Wow. That should have been "my big concern is that some archetypes..."

Strange autocorrect, iPad.


A few thoughts on the ones before the ACG classes;

I'm definitely not a fan of two pool points. I think he'd be better off with the enhancement sphere as a bonus sphere and treat his level as his caster level and treat spell points as arcane points for the purposes of arcana abilities. Although why does he get a talent each level? With Sphere Access he seems to have a lot for a mid caster. To some extent I think he should look more like an Armorist.

I don't think that the Summoner has too much. If anything since he loses his eidolon I presume that he loses access to eidolon evolutions which makes him a shade weaker than his casting counterpart (not to mention early access to higher level spells.

The Inquisitor seems the easiest since the class doesn't really interact with it's spells or get bonus spells. But again he gets a sphere each level instead of caster level when I thought the standard was that casters get a talent per caster level.

Hard to say anything about the Oracle because I think that one is just a doozy that's going to be plagued with exception language due to the nature of the class.

The witch may be too weak here if the the mid casters are getting a talent per level as well. Hexes can be strong but witches don't have much else for class features so may be behind. It having 1/2 bab and a d6 hid die makes it too vulnerable. As well. Pretty much all it has is casting and hexes.


Thoughts on ones from ACG;

For the arcanist, again I'm not a fan of two pools. I think the spell pool should just be used for exploits. Also again I think the Arcanist is physically too weak and too low on other class features to simply get a new sphere per level. Probably should look more like an Eliciter, especially since some exploits don't work with spheres.

Sphere kenning is oddly worded for the Skald.

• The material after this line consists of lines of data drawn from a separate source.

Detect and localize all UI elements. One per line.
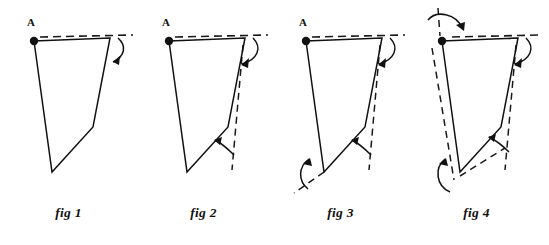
linkage-outline (34, 38, 110, 172)
figure-caption-fig4: fig 4 (408, 205, 545, 221)
pivot-point-a (302, 37, 310, 45)
rotation-arrow-lower-hinge (351, 137, 371, 155)
figure-caption-fig2: fig 2 (135, 205, 272, 221)
arrow-head (113, 56, 120, 65)
dashed-line-right-original (505, 45, 516, 170)
dashed-line-right-original (369, 45, 380, 170)
pivot-point-a (438, 37, 446, 45)
rotation-arrow-bottom-left (438, 158, 450, 192)
linkage-outline (442, 38, 518, 172)
figure-drawing-fig3: A (272, 0, 409, 200)
pivot-point-a (30, 37, 38, 45)
rotation-arrow-lower-hinge (214, 137, 234, 155)
dashed-line-top-reference (312, 35, 405, 37)
figure-panel-fig4: fig 4 (408, 0, 545, 245)
dashed-line-bottom-extension (294, 172, 324, 193)
vertex-label-a: A (162, 16, 170, 28)
figure-drawing-fig1: A (0, 0, 137, 200)
vertex-label-a: A (299, 16, 307, 28)
arrow-head (303, 158, 312, 166)
linkage-outline (169, 38, 245, 172)
dashed-reference-lines-fig3 (294, 35, 405, 193)
figure-drawing-fig4 (408, 0, 545, 200)
figure-sheet: A fig 1 A fig 2 (0, 0, 549, 245)
rotation-arrow-bottom-left (301, 158, 312, 189)
dashed-line-top-reference (40, 35, 133, 37)
rotation-arrow-lower-hinge (488, 134, 509, 152)
rotation-arrow-top-left (428, 14, 465, 31)
dashed-line-bottom-original (460, 148, 505, 176)
rotation-arrow-top-right (113, 38, 124, 65)
dashed-line-right-original (232, 45, 243, 170)
figure-panel-fig2: A fig 2 (135, 0, 272, 245)
linkage-outline (306, 38, 382, 172)
figure-panel-fig3: A fig 3 (272, 0, 409, 245)
pivot-point-a (165, 37, 173, 45)
dashed-line-top-reference (452, 35, 541, 37)
figure-panel-fig1: A fig 1 (0, 0, 137, 245)
figure-caption-fig3: fig 3 (272, 205, 409, 221)
dashed-reference-lines-fig1 (40, 35, 133, 37)
dashed-reference-lines-fig2 (175, 35, 268, 170)
dashed-line-top-left-vertical (438, 8, 440, 36)
arrow-arc (428, 14, 463, 29)
figure-caption-fig1: fig 1 (0, 205, 137, 221)
figure-drawing-fig2: A (135, 0, 272, 200)
dashed-reference-lines-fig4 (432, 8, 541, 180)
dashed-line-top-reference (175, 35, 268, 37)
vertex-label-a: A (27, 16, 35, 28)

Wouldn't it be worded that he gets a spontaneous talent rather than a 'sphere ability'?

I feel weird about 4/9 casters getting spheres late like their counterparts as I thought low casters served to represent 4/9 casters. What happens with bloodline spells and differences between bloodline arcana?

Hunter, Warpriest and Shaman seem logical.

Why do the 6/9 casters and the full casters get a talent each level? I would think that they'd all get a talent per caster level. If not why wouldn't full casters get more, particularly arcane casters since they are the ones that exclusively have 1/2 BAB-d6 HD and have fewer class features because full arcane spell lists are generally better.


Malwing wrote:
Why do the 6/9 casters and the full casters get a talent each level? I would think that they'd all get a talent per caster level. If not why wouldn't full casters get more, particularly arcane casters since they are the ones that exclusively have 1/2 BAB-d6 HD and have fewer class features because full arcane spell lists are generally better.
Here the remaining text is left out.